He applied the Page 69 Test to his latest novel, Songs for the Missing, and reported the following:
It's funny, the Page 69 Test, because page 69 of Songs for the Missing is both representative and an anomaly. Songs is written for the most part in a third-person subjective, the stand-alone sections emphasizing the isolation of the characters during the hard days and weeks and months after a young woman, Kim Larsen, disappears from her small town. I try to stay close to the characters as they try to find her, and their own feelings for what's going on, to let the reader be intimate with them in some very quiet moments, but here on p. 69 I'm using an omniscient third, and halfway down the page I pull away from Fran's (the mother's) POV and move to Lindsay's (the daughter's) as she escapes the conversation and goes upstairs to be alone. It's one of maybe three times I do it in the entire book. So the movement from one character to another is both representative, since we go into several lives, but also anomalous, in that I rarely do it so overtly within a single section. But that absolute, businesslike concentration that Fran brings to the task of getting her daughter back ('All day she'd been documenting their efforts, and couldn't stop, as if distilling their thoughts on paper gave them more power.'), and Lindsay's avoidance of her parents' love and terror, in the name of self-preservation ('Downstairs one of them would sit next to her and want to talk. Upstairs she could stare at her bedspread and no one would care.'), are perfect encapsulations of their personalities.Listen to an excerpt from Songs for the Missing, and learn more about the author and his work at Stewart O'Nan's website.
Visit the complete list of books in the Page 69 Test Series.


* [To do]: Reproduce each entry exactly as it reads. Leave the images out.

* [Records for this exercise]:
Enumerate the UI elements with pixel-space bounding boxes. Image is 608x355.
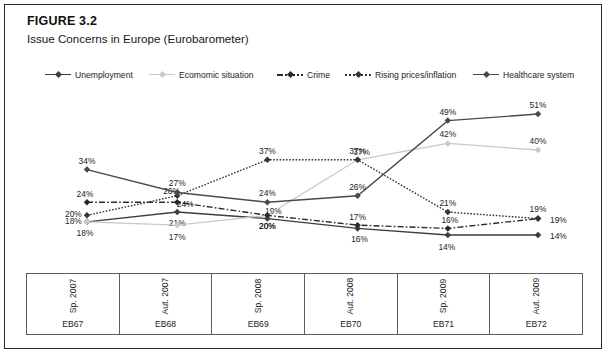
data-label: 14%	[550, 231, 567, 241]
legend-entry-healthcare-system: Healthcare system	[473, 67, 574, 83]
legend-swatch-icon	[149, 69, 175, 81]
figure-caption: Issue Concerns in Europe (Eurobarometer)	[27, 31, 249, 46]
data-point-marker	[535, 147, 542, 154]
data-point-marker	[84, 219, 91, 226]
x-axis-period-label: Sp. 2009	[398, 277, 490, 315]
data-label: 21%	[439, 198, 456, 208]
x-axis-cell-eb68: Aut. 2007EB68	[120, 274, 213, 334]
data-label: 24%	[77, 189, 94, 199]
data-point-marker	[264, 199, 271, 206]
data-label: 37%	[349, 146, 366, 156]
data-point-marker	[445, 209, 452, 216]
data-label: 27%	[169, 178, 186, 188]
series-line-healthcare-system	[87, 114, 538, 202]
line-chart-svg: 18%21%19%16%14%14%18%17%20%37%42%40%24%2…	[25, 93, 585, 263]
data-point-marker	[445, 232, 452, 239]
x-axis-cell-eb69: Sp. 2008EB69	[212, 274, 305, 334]
data-label: 19%	[550, 215, 567, 225]
data-label: 49%	[439, 107, 456, 117]
data-point-marker	[84, 212, 91, 219]
data-label: 34%	[79, 156, 96, 166]
data-point-marker	[174, 209, 181, 216]
data-label: 42%	[439, 129, 456, 139]
legend-entry-crime: Crime	[277, 67, 330, 83]
x-axis-period-label: Aut. 2008	[305, 277, 397, 315]
data-point-marker	[445, 140, 452, 147]
legend-label: Healthcare system	[503, 70, 574, 80]
legend-marker-icon	[483, 71, 490, 78]
legend-label: Crime	[307, 70, 330, 80]
legend-marker-icon	[355, 71, 362, 78]
legend-swatch-icon	[277, 69, 303, 81]
legend-marker-icon	[55, 71, 62, 78]
series-line-ecomomic-situation	[87, 143, 538, 225]
data-label: 19%	[530, 204, 547, 214]
data-label: 24%	[177, 199, 194, 209]
data-point-marker	[84, 166, 91, 173]
chart-legend: UnemploymentEcomomic situationCrimeRisin…	[45, 67, 585, 83]
x-axis-table: Sp. 2007EB67Aut. 2007EB68Sp. 2008EB69Aut…	[26, 273, 583, 335]
data-label: 14%	[438, 242, 455, 252]
series-line-rising-prices-inflation	[87, 160, 538, 219]
data-label: 16%	[441, 215, 458, 225]
data-label: 18%	[77, 228, 94, 238]
x-axis-period-label: Sp. 2008	[212, 277, 304, 315]
legend-label: Ecomomic situation	[179, 70, 254, 80]
data-label: 37%	[259, 146, 276, 156]
legend-swatch-icon	[473, 69, 499, 81]
data-point-marker	[535, 232, 542, 239]
data-label: 20%	[65, 209, 82, 219]
legend-label: Rising prices/inflation	[375, 70, 456, 80]
data-label: 17%	[169, 232, 186, 242]
legend-entry-unemployment: Unemployment	[45, 67, 133, 83]
figure-number: FIGURE 3.2	[27, 14, 249, 29]
legend-marker-icon	[159, 71, 166, 78]
data-point-marker	[264, 157, 271, 164]
x-axis-code-label: EB71	[398, 319, 490, 329]
data-label: 40%	[530, 136, 547, 146]
x-axis-period-label: Aut. 2009	[490, 277, 582, 315]
x-axis-cell-eb71: Sp. 2009EB71	[398, 274, 491, 334]
data-label: 17%	[349, 212, 366, 222]
legend-label: Unemployment	[75, 70, 133, 80]
x-axis-code-label: EB67	[27, 319, 119, 329]
x-axis-cell-eb70: Aut. 2008EB70	[305, 274, 398, 334]
legend-swatch-icon	[45, 69, 71, 81]
x-axis-code-label: EB69	[212, 319, 304, 329]
figure-title-block: FIGURE 3.2 Issue Concerns in Europe (Eur…	[27, 14, 249, 46]
data-point-marker	[84, 199, 91, 206]
x-axis-code-label: EB72	[490, 319, 582, 329]
data-point-marker	[535, 111, 542, 118]
x-axis-period-label: Aut. 2007	[120, 277, 212, 315]
x-axis-code-label: EB68	[120, 319, 212, 329]
data-point-marker	[354, 157, 361, 164]
series-line-unemployment	[87, 212, 538, 235]
data-label: 24%	[259, 188, 276, 198]
x-axis-cell-eb72: Aut. 2009EB72	[490, 274, 582, 334]
legend-marker-icon	[287, 71, 294, 78]
chart-plot-area: 18%21%19%16%14%14%18%17%20%37%42%40%24%2…	[25, 93, 585, 263]
legend-entry-ecomomic-situation: Ecomomic situation	[149, 67, 254, 83]
legend-swatch-icon	[345, 69, 371, 81]
x-axis-cell-eb67: Sp. 2007EB67	[27, 274, 120, 334]
data-label: 26%	[349, 182, 366, 192]
legend-entry-rising-prices-inflation: Rising prices/inflation	[345, 67, 456, 83]
data-point-marker	[535, 215, 542, 222]
data-label: 51%	[530, 100, 547, 110]
x-axis-code-label: EB70	[305, 319, 397, 329]
data-point-marker	[445, 225, 452, 232]
x-axis-period-label: Sp. 2007	[27, 277, 119, 315]
data-label: 16%	[351, 234, 368, 244]
figure-frame: FIGURE 3.2 Issue Concerns in Europe (Eur…	[4, 4, 602, 349]
data-point-marker	[354, 222, 361, 229]
data-label: 20%	[259, 221, 276, 231]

* [Solution for this problem]:
Enumerate the UI elements with pixel-space bounding boxes. Image is 608x355.
data-label: 14%	[550, 231, 567, 241]
legend-entry-healthcare-system: Healthcare system	[473, 67, 574, 83]
legend-swatch-icon	[149, 69, 175, 81]
figure-caption: Issue Concerns in Europe (Eurobarometer)	[27, 31, 249, 46]
data-point-marker	[535, 147, 542, 154]
data-point-marker	[84, 219, 91, 226]
x-axis-period-label: Sp. 2009	[398, 277, 490, 315]
data-label: 21%	[439, 198, 456, 208]
x-axis-cell-eb68: Aut. 2007EB68	[120, 274, 213, 334]
data-label: 24%	[77, 189, 94, 199]
data-point-marker	[264, 199, 271, 206]
data-label: 37%	[349, 146, 366, 156]
data-point-marker	[445, 209, 452, 216]
data-label: 27%	[169, 178, 186, 188]
series-line-healthcare-system	[87, 114, 538, 202]
line-chart-svg: 18%21%19%16%14%14%18%17%20%37%42%40%24%2…	[25, 93, 585, 263]
data-point-marker	[445, 232, 452, 239]
x-axis-cell-eb69: Sp. 2008EB69	[212, 274, 305, 334]
data-label: 19%	[550, 215, 567, 225]
data-label: 49%	[439, 107, 456, 117]
data-point-marker	[84, 212, 91, 219]
data-label: 34%	[79, 156, 96, 166]
data-point-marker	[174, 209, 181, 216]
data-label: 42%	[439, 129, 456, 139]
legend-entry-crime: Crime	[277, 67, 330, 83]
x-axis-period-label: Aut. 2008	[305, 277, 397, 315]
data-point-marker	[445, 140, 452, 147]
legend-label: Healthcare system	[503, 70, 574, 80]
legend-marker-icon	[483, 71, 490, 78]
legend-label: Crime	[307, 70, 330, 80]
legend-marker-icon	[355, 71, 362, 78]
legend-swatch-icon	[277, 69, 303, 81]
legend-marker-icon	[55, 71, 62, 78]
series-line-ecomomic-situation	[87, 143, 538, 225]
data-label: 19%	[530, 204, 547, 214]
data-label: 24%	[177, 199, 194, 209]
data-point-marker	[84, 166, 91, 173]
chart-legend: UnemploymentEcomomic situationCrimeRisin…	[45, 67, 585, 83]
x-axis-table: Sp. 2007EB67Aut. 2007EB68Sp. 2008EB69Aut…	[26, 273, 583, 335]
data-label: 14%	[438, 242, 455, 252]
series-line-rising-prices-inflation	[87, 160, 538, 219]
data-label: 16%	[441, 215, 458, 225]
data-label: 18%	[77, 228, 94, 238]
x-axis-period-label: Sp. 2008	[212, 277, 304, 315]
legend-label: Ecomomic situation	[179, 70, 254, 80]
data-label: 37%	[259, 146, 276, 156]
legend-swatch-icon	[473, 69, 499, 81]
data-point-marker	[535, 232, 542, 239]
data-label: 20%	[65, 209, 82, 219]
legend-label: Rising prices/inflation	[375, 70, 456, 80]
data-label: 17%	[169, 232, 186, 242]
legend-entry-unemployment: Unemployment	[45, 67, 133, 83]
figure-number: FIGURE 3.2	[27, 14, 249, 29]
legend-marker-icon	[159, 71, 166, 78]
data-point-marker	[264, 157, 271, 164]
x-axis-code-label: EB71	[398, 319, 490, 329]
data-label: 40%	[530, 136, 547, 146]
x-axis-period-label: Aut. 2009	[490, 277, 582, 315]
x-axis-cell-eb71: Sp. 2009EB71	[398, 274, 491, 334]
data-label: 17%	[349, 212, 366, 222]
legend-label: Unemployment	[75, 70, 133, 80]
x-axis-code-label: EB67	[27, 319, 119, 329]
x-axis-cell-eb70: Aut. 2008EB70	[305, 274, 398, 334]
legend-swatch-icon	[45, 69, 71, 81]
x-axis-code-label: EB69	[212, 319, 304, 329]
figure-title-block: FIGURE 3.2 Issue Concerns in Europe (Eur…	[27, 14, 249, 46]
data-point-marker	[84, 199, 91, 206]
x-axis-code-label: EB72	[490, 319, 582, 329]
data-point-marker	[535, 111, 542, 118]
x-axis-period-label: Aut. 2007	[120, 277, 212, 315]
x-axis-code-label: EB68	[120, 319, 212, 329]
data-point-marker	[354, 157, 361, 164]
series-line-unemployment	[87, 212, 538, 235]
data-label: 24%	[259, 188, 276, 198]
x-axis-cell-eb72: Aut. 2009EB72	[490, 274, 582, 334]
legend-marker-icon	[287, 71, 294, 78]
chart-plot-area: 18%21%19%16%14%14%18%17%20%37%42%40%24%2…	[25, 93, 585, 263]
legend-entry-ecomomic-situation: Ecomomic situation	[149, 67, 254, 83]
legend-swatch-icon	[345, 69, 371, 81]
x-axis-cell-eb67: Sp. 2007EB67	[27, 274, 120, 334]
data-label: 26%	[349, 182, 366, 192]
legend-entry-rising-prices-inflation: Rising prices/inflation	[345, 67, 456, 83]
data-point-marker	[535, 215, 542, 222]
data-label: 51%	[530, 100, 547, 110]
x-axis-code-label: EB70	[305, 319, 397, 329]
data-point-marker	[445, 225, 452, 232]
x-axis-period-label: Sp. 2007	[27, 277, 119, 315]
data-label: 16%	[351, 234, 368, 244]
figure-frame: FIGURE 3.2 Issue Concerns in Europe (Eur…	[4, 4, 602, 349]
data-point-marker	[354, 222, 361, 229]
data-label: 20%	[259, 221, 276, 231]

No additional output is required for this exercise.